Dr Lee proposed that natural language processing platforms would eventually be capable of capturing additional, tertiary information that could help a inform a doctor’s decision-making.

“Imagine the application of [an NLP platform] in automatically highlighting social determinates of health and capturing these transcript elements in a hands-free environment.”

He acknowledged that a “fully intelligent scribe” was “still a little bit over the horizon,” but added “each application adds another brick in a wall to hold back this incredible destructive burden of documentation.”

While machine learning systems are increasing in fidelity and availability, Dr Lee said access to data remained an obstacle to training algorithms.

He referred to what he labelled the ‘health data funnel’, in which data sharing agreements gradually drop off over time.

“We get into agreements, time passes, there are lots of legal complexities,” he said.

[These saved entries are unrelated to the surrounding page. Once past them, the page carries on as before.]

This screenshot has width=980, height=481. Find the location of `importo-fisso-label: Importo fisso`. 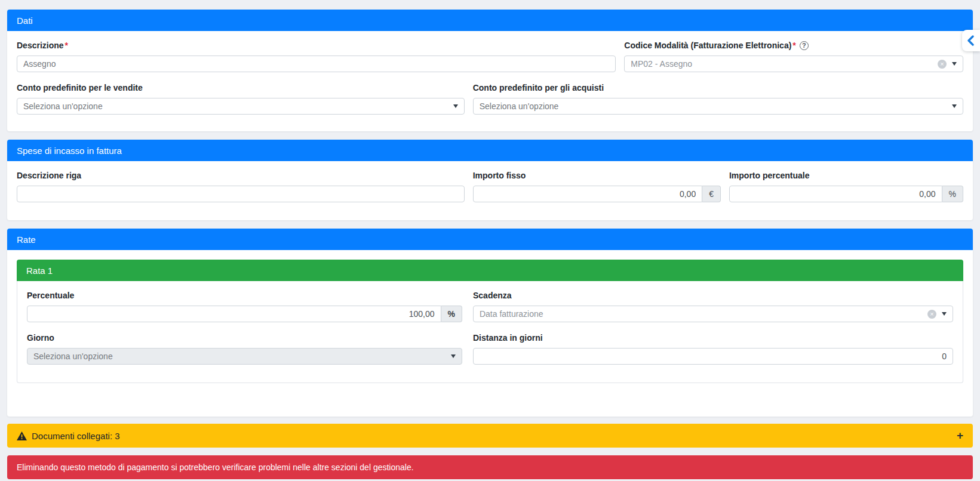

importo-fisso-label: Importo fisso is located at coordinates (597, 175).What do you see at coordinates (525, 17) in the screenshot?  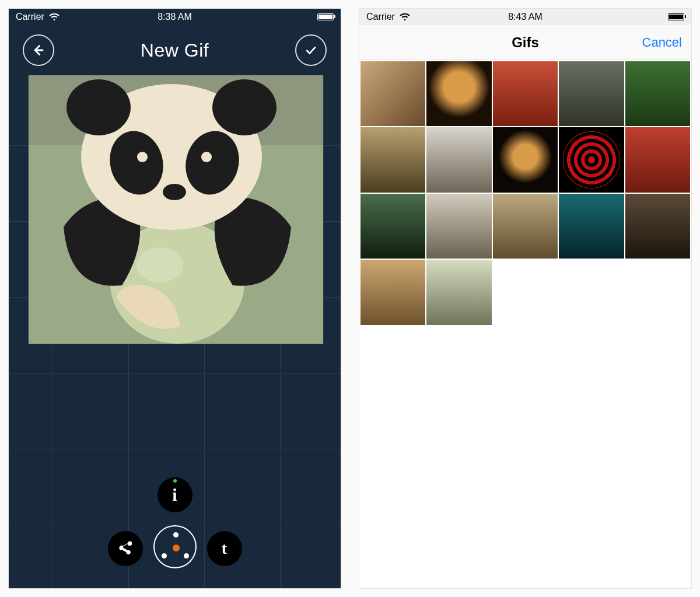 I see `status-bar: Carrier 8:43 AM` at bounding box center [525, 17].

“Around a quarter of these turn into an actual agreement. One-tenth of these use data that can be exposed to machine learning tools. Of these, a fifth turn out to be situations where data can be exposed to data scientists.

“By the time you get there, where you started off with hundreds of thousands of opportunities ends up being just a handful.”

FHIR as ‘first-class’ data type

Data standards pose another issue – which Dr Lee labelled “the least sexy thing in healthcare today.”

Alluding to Microsoft’s commitment to supporting open standards, he said: “All Microsoft platforms and services to speak the language of healthcare data – one standard we think very important is FHIR.

“We’ve taken the commitment of integrating FHIR into the core of our cloud platform. This is the first-class data type in Azure.

“We’ve taken that approach because we believe our customers and partners will benefit from natively speaking the language of health data.

“We also believe health data will be the biggest data workload in the cloud – so it stands to reason FHIR should be a first-class data type.”